In this collection of essays about the ways in which over the centuries a region and attached identity were imagined for the people and places now broadly labeled as the Marche (‘Marches’ in English) of Italy east of the Apennines from Umbria, Giorgio Mangani shows that this was often a self-conscious act of promotion and celebration by local and regional elites and local populations alike. This ‘region’ is an interesting one in several respects that support Mangani’s thesis that the idea of the region has had to be imposed on a much more unruly geography. Firstly, its name betrays the fact that for many centuries it was a borderland at the edge of various polities, the last one being the Papal States ruled from the Vatican until 1870, and, as a result, a frequent zone of contention between various political, economic and political forces emanating from distant seats of power. The plural in English translation further draws attention to what Mangani persuasively calls the ‘polycentrism’ of a region divided historically among a variety of cities and hinterlands rather than unified around a single center.

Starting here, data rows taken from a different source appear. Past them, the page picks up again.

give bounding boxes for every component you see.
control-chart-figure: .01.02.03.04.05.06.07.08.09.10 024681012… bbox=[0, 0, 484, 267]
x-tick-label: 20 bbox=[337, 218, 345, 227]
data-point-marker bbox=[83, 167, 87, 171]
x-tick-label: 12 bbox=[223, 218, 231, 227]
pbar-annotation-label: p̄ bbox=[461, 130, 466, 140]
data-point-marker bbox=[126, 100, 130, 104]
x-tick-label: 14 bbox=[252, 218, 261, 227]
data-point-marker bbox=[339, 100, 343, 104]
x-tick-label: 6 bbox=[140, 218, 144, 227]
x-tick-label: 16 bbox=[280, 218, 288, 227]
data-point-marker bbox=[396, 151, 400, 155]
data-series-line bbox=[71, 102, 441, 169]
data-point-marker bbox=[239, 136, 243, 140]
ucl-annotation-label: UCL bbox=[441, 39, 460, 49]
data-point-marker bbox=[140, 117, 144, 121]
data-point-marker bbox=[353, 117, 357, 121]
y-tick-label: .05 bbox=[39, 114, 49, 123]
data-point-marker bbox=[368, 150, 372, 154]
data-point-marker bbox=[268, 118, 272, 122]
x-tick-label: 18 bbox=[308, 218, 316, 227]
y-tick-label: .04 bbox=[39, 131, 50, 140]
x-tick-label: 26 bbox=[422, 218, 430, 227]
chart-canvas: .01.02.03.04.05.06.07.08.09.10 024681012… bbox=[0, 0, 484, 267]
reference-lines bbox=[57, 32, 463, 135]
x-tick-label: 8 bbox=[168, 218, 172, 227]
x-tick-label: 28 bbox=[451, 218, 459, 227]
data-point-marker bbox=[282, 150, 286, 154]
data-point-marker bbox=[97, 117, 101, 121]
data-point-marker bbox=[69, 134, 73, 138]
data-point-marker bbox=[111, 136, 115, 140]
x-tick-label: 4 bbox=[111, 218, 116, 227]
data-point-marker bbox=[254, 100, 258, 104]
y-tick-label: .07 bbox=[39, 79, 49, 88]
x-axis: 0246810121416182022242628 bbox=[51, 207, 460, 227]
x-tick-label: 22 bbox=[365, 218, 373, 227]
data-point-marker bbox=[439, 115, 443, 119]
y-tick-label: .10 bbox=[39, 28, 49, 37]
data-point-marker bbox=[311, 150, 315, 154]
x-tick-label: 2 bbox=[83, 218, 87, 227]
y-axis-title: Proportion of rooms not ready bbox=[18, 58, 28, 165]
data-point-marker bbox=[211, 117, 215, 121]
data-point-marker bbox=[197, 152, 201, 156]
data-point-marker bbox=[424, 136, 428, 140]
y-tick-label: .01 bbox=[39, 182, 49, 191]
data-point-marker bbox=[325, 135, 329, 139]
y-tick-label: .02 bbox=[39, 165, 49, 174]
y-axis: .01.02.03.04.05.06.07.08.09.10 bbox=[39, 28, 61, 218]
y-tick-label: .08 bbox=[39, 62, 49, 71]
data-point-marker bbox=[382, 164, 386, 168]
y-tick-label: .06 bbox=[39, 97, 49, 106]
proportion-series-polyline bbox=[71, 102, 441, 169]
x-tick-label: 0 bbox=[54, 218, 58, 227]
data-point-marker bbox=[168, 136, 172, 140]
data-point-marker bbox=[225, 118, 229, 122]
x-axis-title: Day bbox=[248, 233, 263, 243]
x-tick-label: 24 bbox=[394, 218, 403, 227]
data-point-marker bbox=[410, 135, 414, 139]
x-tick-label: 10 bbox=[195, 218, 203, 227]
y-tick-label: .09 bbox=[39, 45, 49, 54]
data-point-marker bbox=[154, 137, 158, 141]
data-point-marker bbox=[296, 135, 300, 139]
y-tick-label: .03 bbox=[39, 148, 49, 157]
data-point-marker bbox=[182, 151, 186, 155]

Finally, as the home district of Giacomo Leopardi, possibly Italy’s most important poet of the nineteenth century, its inherent diversity led the poet to emphasize the heterogeneity of Italy itself in both his poems and his other writings. His Zibaldone, an enormous collection of notes, thoughts and recollections, is a book known to most Italians from school. It represents one of the greatest reflections on the human condition, particularly in relation to emotions, ever written. But its title means a hotchpotch or mixture of heterogeneous elements, precisely what the Marche signifies to Mangani, absent its manipulation as a ‘geopolitical’ entity.

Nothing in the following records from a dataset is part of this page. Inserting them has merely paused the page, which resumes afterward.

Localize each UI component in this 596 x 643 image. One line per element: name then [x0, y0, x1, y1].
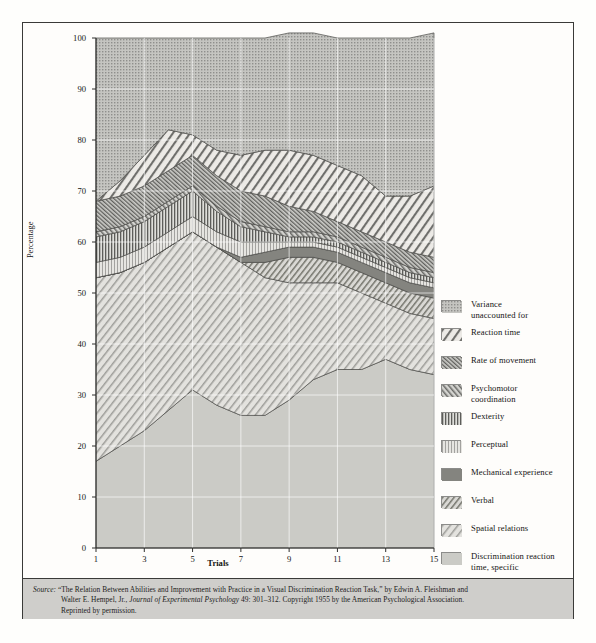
y-tick-label-70: 70	[60, 186, 86, 196]
y-tick-marks	[92, 38, 96, 548]
legend-item[interactable]: Rate of movement	[441, 355, 581, 379]
y-tick-label-0: 0	[60, 543, 86, 553]
legend-swatch-icon	[441, 496, 461, 508]
legend-item-label: Psychomotorcoordination	[471, 383, 581, 404]
legend-item[interactable]: Mechanical experience	[441, 467, 581, 491]
legend-swatch-icon	[441, 384, 461, 396]
legend-item-label: Perceptual	[471, 439, 581, 450]
source-line-3: Reprinted by permission.	[33, 606, 563, 616]
source-text-2a: Walter E. Hempel, Jr.,	[61, 595, 129, 604]
stacked-bands	[96, 33, 434, 548]
legend-item-label: Rate of movement	[471, 355, 581, 366]
y-tick-label-10: 10	[60, 492, 86, 502]
legend-item-label: Dexterity	[471, 411, 581, 422]
y-axis-title: Percentage	[26, 222, 35, 258]
legend-item-label: Mechanical experience	[471, 467, 581, 478]
legend-swatch-icon	[441, 468, 461, 480]
source-line-2: Walter E. Hempel, Jr., Journal of Experi…	[33, 595, 563, 605]
x-axis-title: Trials	[0, 558, 436, 568]
y-tick-label-100: 100	[60, 33, 86, 43]
y-tick-label-50: 50	[60, 288, 86, 298]
source-journal: Journal of Experimental Psychology	[129, 595, 239, 604]
y-tick-label-80: 80	[60, 135, 86, 145]
legend-item[interactable]: Psychomotorcoordination	[441, 383, 581, 407]
legend-swatch-icon	[441, 328, 461, 340]
legend-swatch-icon	[441, 524, 461, 536]
source-text-1: “The Relation Between Abilities and Impr…	[58, 585, 468, 594]
legend-swatch-icon	[441, 440, 461, 452]
source-label: Source:	[33, 585, 56, 594]
legend-item-label: Verbal	[471, 495, 581, 506]
legend-item[interactable]: Reaction time	[441, 327, 581, 351]
legend-item[interactable]: Varianceunaccounted for	[441, 299, 581, 323]
y-tick-label-60: 60	[60, 237, 86, 247]
legend-item[interactable]: Perceptual	[441, 439, 581, 463]
legend-item-label: Discrimination reactiontime, specific	[471, 551, 581, 572]
figure-page: 0102030405060708090100 13579111315 Perce…	[0, 0, 596, 643]
legend-item-label: Reaction time	[471, 327, 581, 338]
legend-swatch-icon	[441, 412, 461, 424]
y-tick-label-40: 40	[60, 339, 86, 349]
chart-legend: Varianceunaccounted forReaction timeRate…	[441, 299, 581, 579]
y-tick-label-90: 90	[60, 84, 86, 94]
x-tick-marks	[96, 548, 434, 552]
legend-item[interactable]: Discrimination reactiontime, specific	[441, 551, 581, 575]
legend-item[interactable]: Dexterity	[441, 411, 581, 435]
legend-swatch-icon	[441, 356, 461, 368]
legend-item-label: Spatial relations	[471, 523, 581, 534]
y-tick-label-30: 30	[60, 390, 86, 400]
legend-swatch-icon	[441, 300, 461, 312]
legend-item-label: Varianceunaccounted for	[471, 299, 581, 320]
legend-swatch-icon	[441, 552, 461, 564]
legend-item[interactable]: Verbal	[441, 495, 581, 519]
source-note: Source: “The Relation Between Abilities …	[23, 579, 573, 619]
source-text-2b: 49: 301–312. Copyright 1955 by the Ameri…	[239, 595, 464, 604]
y-tick-label-20: 20	[60, 441, 86, 451]
legend-item[interactable]: Spatial relations	[441, 523, 581, 547]
source-line-1: Source: “The Relation Between Abilities …	[33, 585, 563, 595]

The essays have distinctive themes but follow a narrative ‘flow’ from broad considerations of how regional identities have been proposed for the region through the construction of a post-1870 racial-civilizational account of the Marche and more longstanding efforts at representing the area as a ‘garden’ (a Promised Land of sorts akin to a ‘New Palestine’) and as a coherent ‘landscape’ associated with a vision of political unity to somewhat more specific narratives about the Marche drawing on such diverse sources as ‘Adriatic humanism’, the classical Roman villas of the district written about by Pliny, Leopardi’s Marche, the Third Italy industrial model of the contemporary Marche, and the ‘senses of place’ adopted by the anti-Fascist Resistance in the region at the close of the Second World War celebrating the sites of their major feats. These storylines thus go from the historic and long term to the more recent and contemporary. Each, through, illustrates the extent to the region is constructed and written about as a coherent entity even when it clearly resists incorporation into one singular regional narrative reflecting self-evident ‘facts on the ground’. Most chapters are illustrated with historic maps and photographs of artifacts that provide some sense of the ways in which the stories of the region told to larger audiences have been created out of local lore.

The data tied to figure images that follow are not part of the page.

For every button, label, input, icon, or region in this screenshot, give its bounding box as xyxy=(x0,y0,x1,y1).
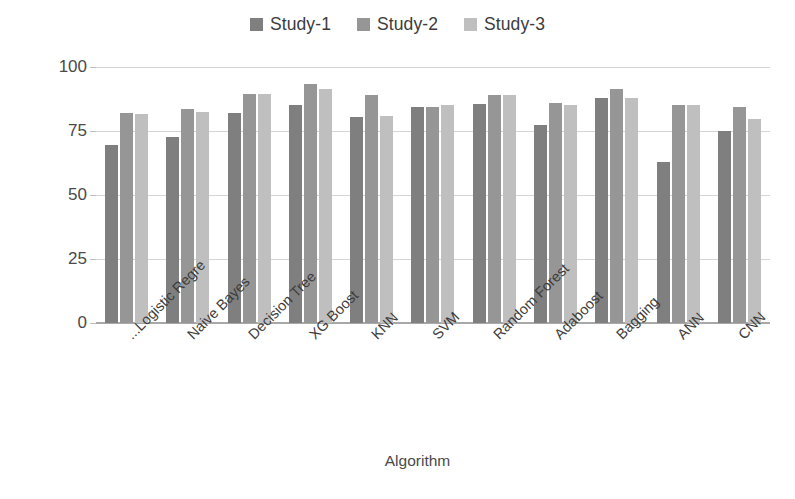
bar-study-3[interactable] xyxy=(258,94,271,323)
x-tick-cell: Naive Bayes xyxy=(157,323,218,443)
bar-study-1[interactable] xyxy=(473,104,486,323)
bar-groups xyxy=(96,67,770,323)
bar-group xyxy=(341,67,402,323)
bar-study-3[interactable] xyxy=(380,116,393,323)
bar-group xyxy=(96,67,157,323)
legend-label: Study-3 xyxy=(484,14,545,35)
plot-area: 0255075100 xyxy=(96,67,770,323)
legend-swatch-icon xyxy=(250,18,263,31)
bar-study-1[interactable] xyxy=(411,107,424,323)
y-axis-tick-label: 50 xyxy=(68,185,87,205)
legend-swatch-icon xyxy=(464,18,477,31)
bar-study-3[interactable] xyxy=(196,112,209,323)
bar-study-3[interactable] xyxy=(625,98,638,323)
legend-item-1[interactable]: Study-1 xyxy=(250,14,331,35)
legend-item-2[interactable]: Study-2 xyxy=(357,14,438,35)
bar-study-2[interactable] xyxy=(488,95,501,323)
bar-study-2[interactable] xyxy=(365,95,378,323)
x-tick-cell: Logistic Regre... xyxy=(96,323,157,443)
x-tick-cell: XG Boost xyxy=(280,323,341,443)
y-axis-tick-label: 25 xyxy=(68,249,87,269)
x-tick-cell: Bagging xyxy=(586,323,647,443)
bar-study-1[interactable] xyxy=(595,98,608,323)
bar-group xyxy=(464,67,525,323)
x-tick-cell: Decision Tree xyxy=(219,323,280,443)
x-tick-cell: KNN xyxy=(341,323,402,443)
bar-study-3[interactable] xyxy=(748,119,761,323)
legend-label: Study-2 xyxy=(377,14,438,35)
x-tick-cell: ANN xyxy=(647,323,708,443)
y-axis-tick-label: 0 xyxy=(78,313,87,333)
x-tick-cell: CNN xyxy=(709,323,770,443)
legend-item-3[interactable]: Study-3 xyxy=(464,14,545,35)
bar-study-3[interactable] xyxy=(441,105,454,323)
bar-group xyxy=(709,67,770,323)
bar-study-2[interactable] xyxy=(610,89,623,323)
bar-study-2[interactable] xyxy=(426,107,439,323)
bar-study-3[interactable] xyxy=(135,114,148,323)
x-tick-cell: Adaboost xyxy=(525,323,586,443)
x-tick-cell: SVM xyxy=(402,323,463,443)
bar-study-3[interactable] xyxy=(687,105,700,323)
bar-group xyxy=(647,67,708,323)
bar-study-2[interactable] xyxy=(672,105,685,323)
y-axis-tick-label: 100 xyxy=(59,57,87,77)
x-axis-tick-labels: Logistic Regre...Naive BayesDecision Tre… xyxy=(96,323,770,443)
bar-study-2[interactable] xyxy=(733,107,746,323)
y-axis-tick-label: 75 xyxy=(68,121,87,141)
bar-study-1[interactable] xyxy=(657,162,670,323)
x-axis-title: Algorithm xyxy=(60,452,775,470)
accuracy-bar-chart: Study-1Study-2Study-3 Accuracy (%) 02550… xyxy=(0,0,795,499)
chart-legend: Study-1Study-2Study-3 xyxy=(0,14,795,35)
bar-study-1[interactable] xyxy=(105,145,118,323)
legend-label: Study-1 xyxy=(270,14,331,35)
x-tick-cell: Random Forest xyxy=(464,323,525,443)
bar-group xyxy=(402,67,463,323)
bar-study-3[interactable] xyxy=(503,95,516,323)
bar-group xyxy=(586,67,647,323)
bar-study-3[interactable] xyxy=(564,105,577,323)
bar-study-2[interactable] xyxy=(120,113,133,323)
bar-study-1[interactable] xyxy=(718,131,731,323)
legend-swatch-icon xyxy=(357,18,370,31)
bar-study-3[interactable] xyxy=(319,89,332,323)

The geographical hybridity and in-between character of the Marche as shown by many of the stories told about it as a region reveal for Mangani the extent to which the sweeping together of geographical particularities is invariably an act of geopolitical imagination directed towards creating a geopolitical identity for a region and its occupants, if usually as part of a larger Italian mosaic. The takeaway message for political-cultural geography, I suppose, is that ‘regions’ are never innocent empirical designations but rich with political implications about why different regional narratives rise and fall and about whose interests and identities they come to serve. In tracing a Foucauldian ‘archaeology’ of knowledge about the Marche, Giorgio Mangani has also shown then how much regional designations feed into political projects, from Italian unification to the model of diffuse industrial development and anti-Fascism, that are based in blending local particularities into regional narratives to serve specific ideological goals.